In “one of the best films New Zealand has ever produced,” a debut director captures fleeting moments of the summer of 1972. At the holiday’s end, thirteen-year-old Janey will not only say goodbye to her childhood but will also come to the shocking realisation that her carefree life can change irreversibly in a single instant.
Summer 1972. The Phelon family has rented a cottage at the seaside. Everyone is looking forward to a lovely holiday full of sun, swimming and fishing, and nights of good food and friends – a veritable idyll. Thirteen-year-old Janey and her younger brother Jim splash about playfully in the sea. Meanwhile, their parents, Kate and Ed, are preparing for another dinner party. All the adults will amuse themselves with dancing and drinking into the night, and then sleeping late into the morning. Janey and Jim have seen it all before but this year things will be completely different. The maturing Janey becomes increasingly aware that her parents’ marriage is in shambles. Her bored mother feels the barrenness of her life; her father watches helplessly as she flirts with other men. The main object of her lecherous interest is a photographer named Cady. But Kate isn’t the only one Cady has enchanted: the Lolita-inspired Janey watches his every move. . . . Rain uniquely captures the ephemeral nature of the moment during a summer which ends with a teenage girl’s terrible realisation that her carefree life is capable of changing irreversibly in a single instant.

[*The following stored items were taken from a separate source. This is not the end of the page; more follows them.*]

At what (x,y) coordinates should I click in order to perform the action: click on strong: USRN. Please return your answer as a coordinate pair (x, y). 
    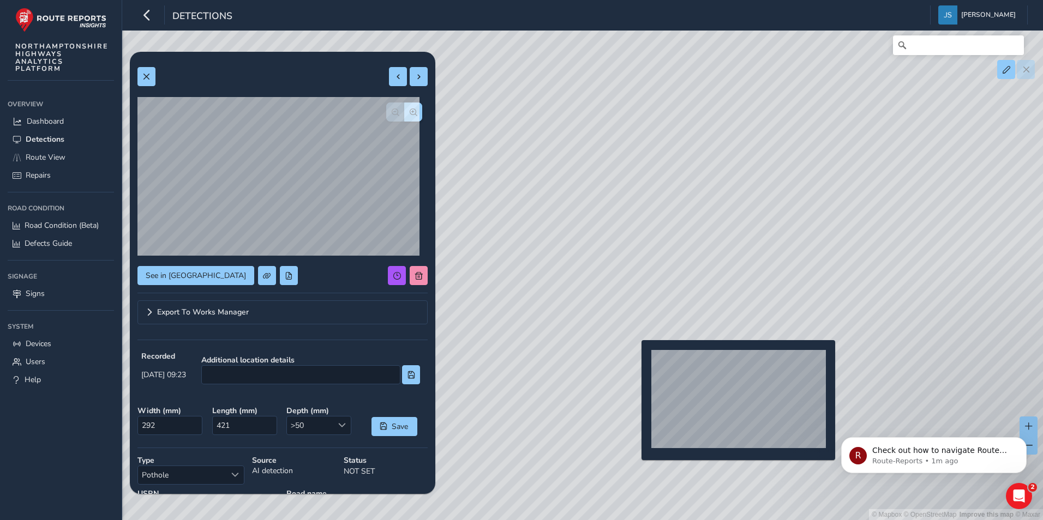
    Looking at the image, I should click on (208, 494).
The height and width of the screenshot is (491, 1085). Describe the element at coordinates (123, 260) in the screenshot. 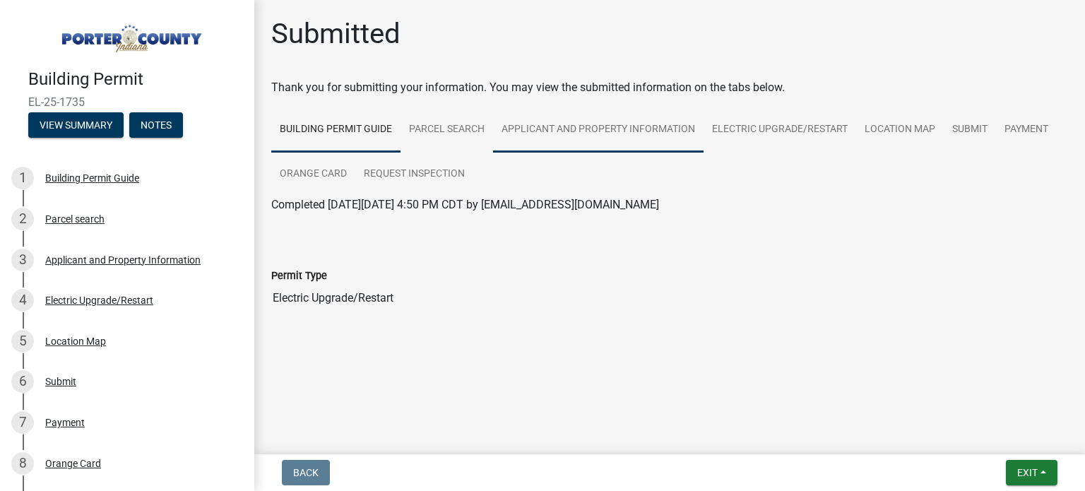

I see `div: Applicant and Property Information` at that location.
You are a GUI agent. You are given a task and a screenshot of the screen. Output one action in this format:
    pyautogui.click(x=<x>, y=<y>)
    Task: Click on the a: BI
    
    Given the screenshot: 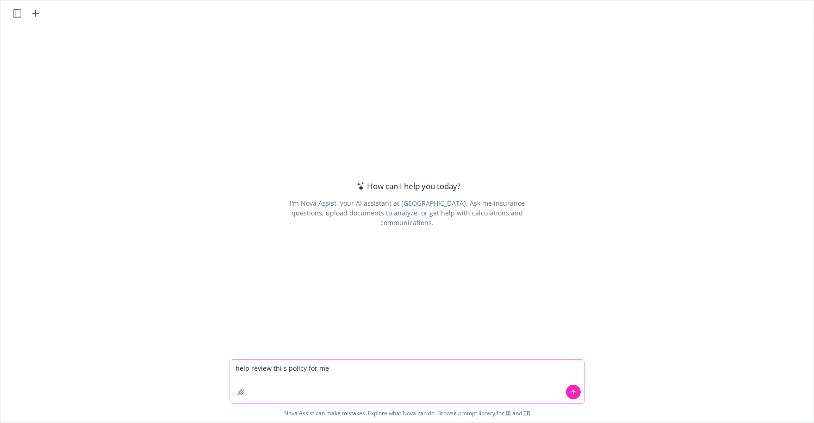 What is the action you would take?
    pyautogui.click(x=508, y=413)
    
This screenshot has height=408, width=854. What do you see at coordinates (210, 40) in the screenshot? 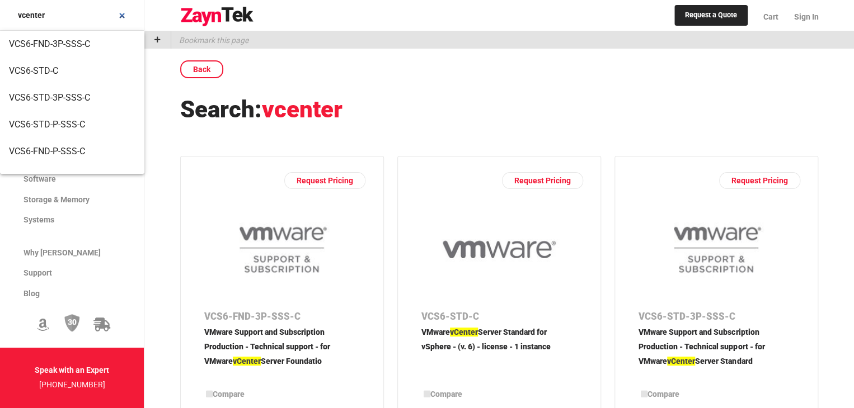
I see `p: Bookmark this page` at bounding box center [210, 40].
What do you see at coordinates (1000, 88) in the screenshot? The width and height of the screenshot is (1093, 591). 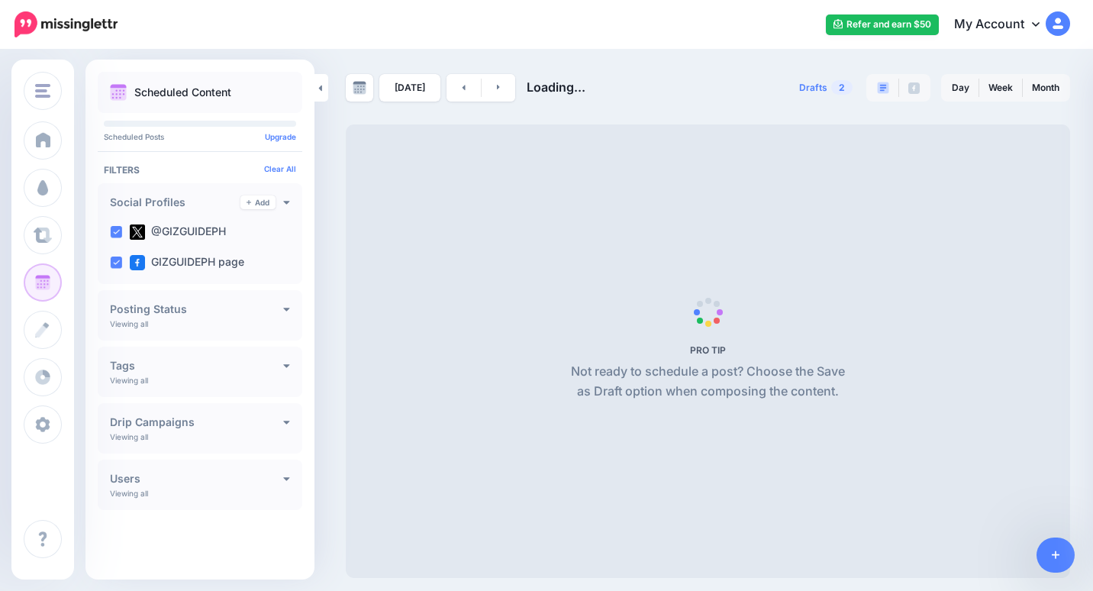 I see `a: Week` at bounding box center [1000, 88].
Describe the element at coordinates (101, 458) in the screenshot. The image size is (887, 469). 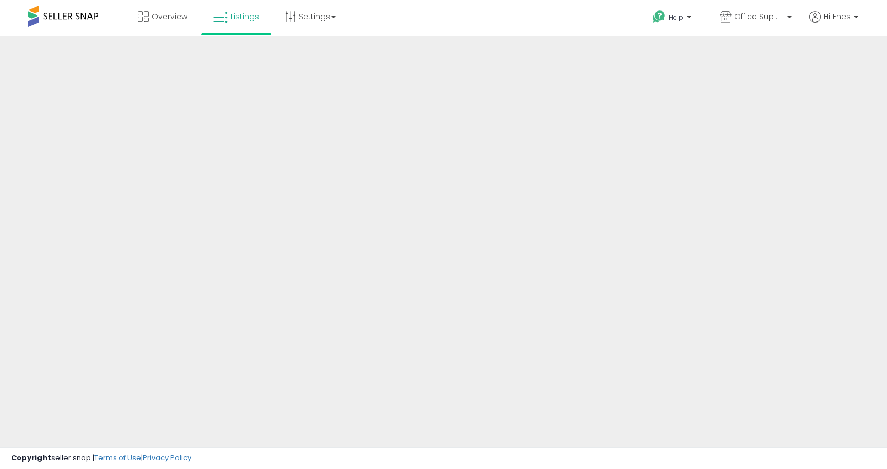
I see `div: seller snap | |` at that location.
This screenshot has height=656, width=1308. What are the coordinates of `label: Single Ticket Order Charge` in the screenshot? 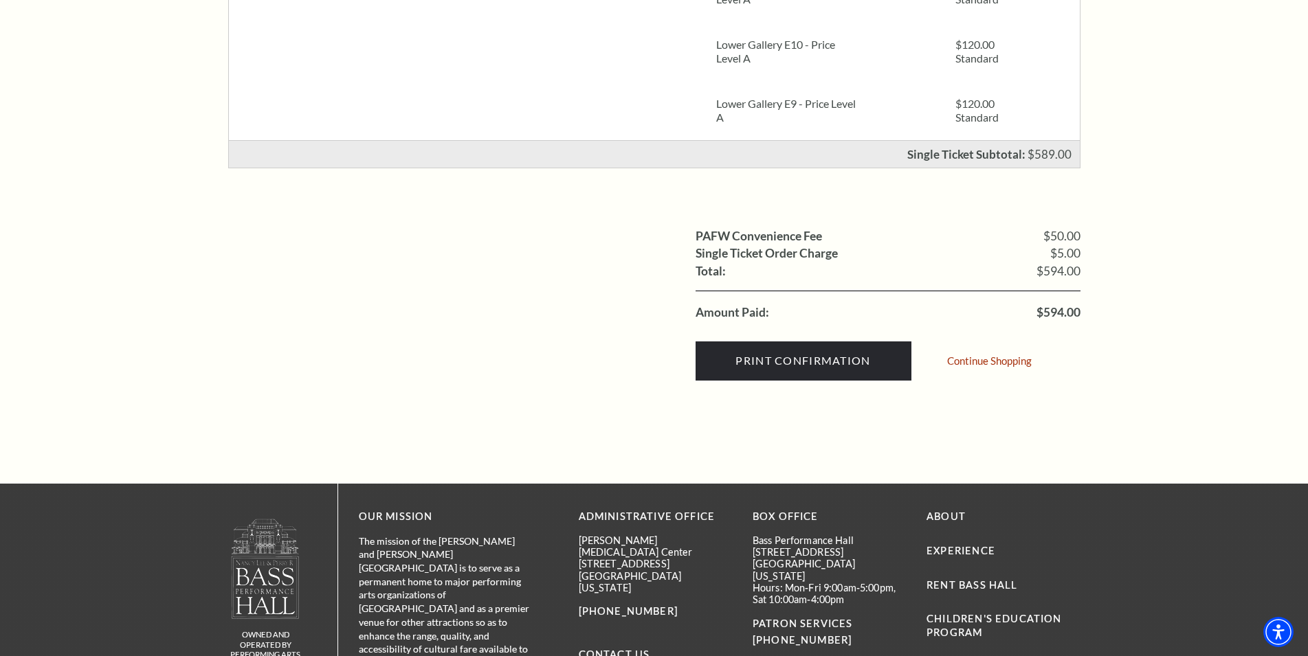 It's located at (766, 254).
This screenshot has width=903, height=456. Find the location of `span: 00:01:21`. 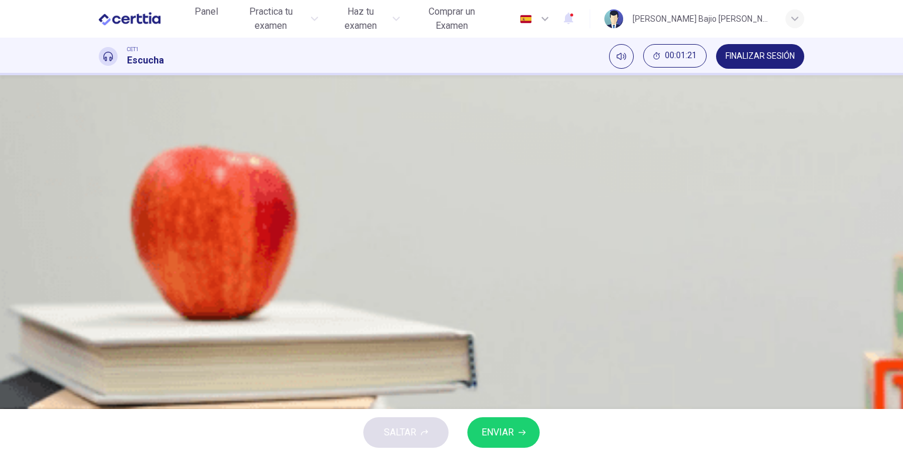

span: 00:01:21 is located at coordinates (681, 56).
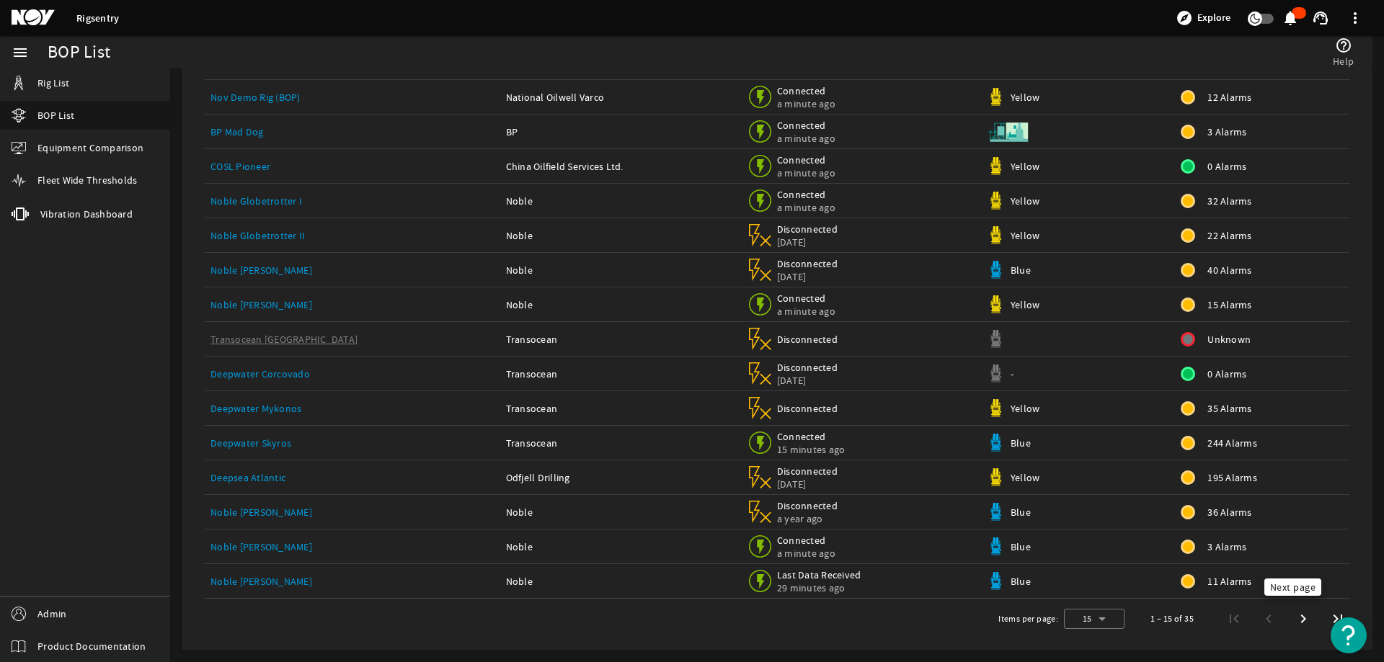 This screenshot has height=662, width=1384. I want to click on span: 15 minutes ago, so click(811, 450).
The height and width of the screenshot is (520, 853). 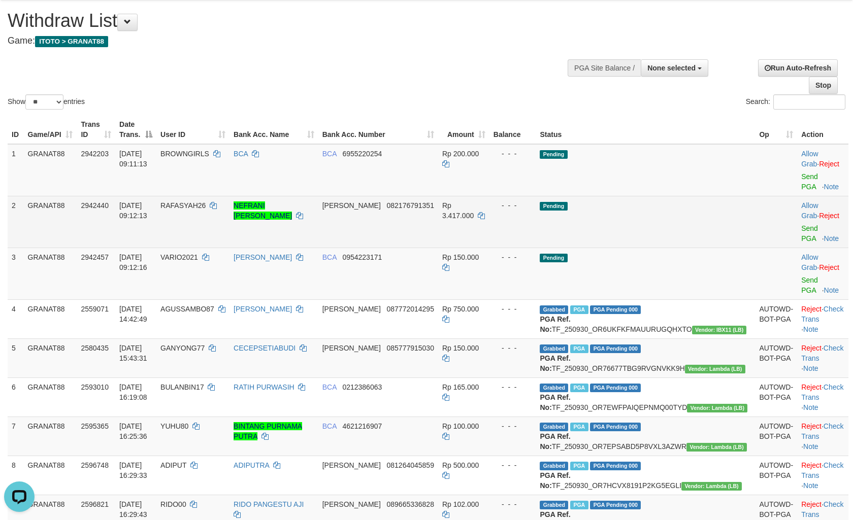 I want to click on span: Rp 165.000, so click(x=460, y=387).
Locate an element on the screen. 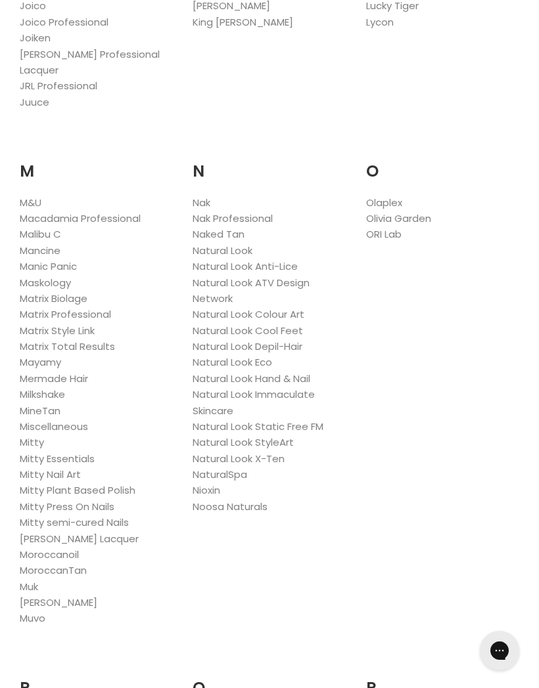 This screenshot has height=688, width=539. a: Milkshake is located at coordinates (42, 394).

92 min / Black & white, 35 mm
Director Christine Jeffs
/ Screenplay Christine Jeffs podle románu / based on the novel by Kirsty Gunn
/ Dir. of Photography John Toon
/ Music Neil Finn, Edmund McWilliams
/ Editor Paul Maxwell
/ Producer Philippa Cambell
/ Production Rose Road and Communicado
/ Cast Alicia Fulford-Wierzbicki, Sarah Peirse, Marton Csokas, Alistair Browning, Aaron Murphy
Christine Jeffs (b. 1963, Lower Hutt, New Zealand) graduated in sociology and geography from Massey University in 1983. Her film career began as an assistant editor, and she went on to study editing at the Australian Film, Television and Radio School. She then worked in Australia editing numerous films and commercials. After returning to New Zealand in 1994 she shot her first film, Stroke, a short based on her own script that was shown at Cannes and Sundance. Her own commercials have received many prestigious awards. Rain (2000) is her feature debut, and after its world premiere at Cannes it went on to be a favourite at many other festivals. Critics have often cited Rain as one of the best films ever to come out of New Zealand’s film Industry.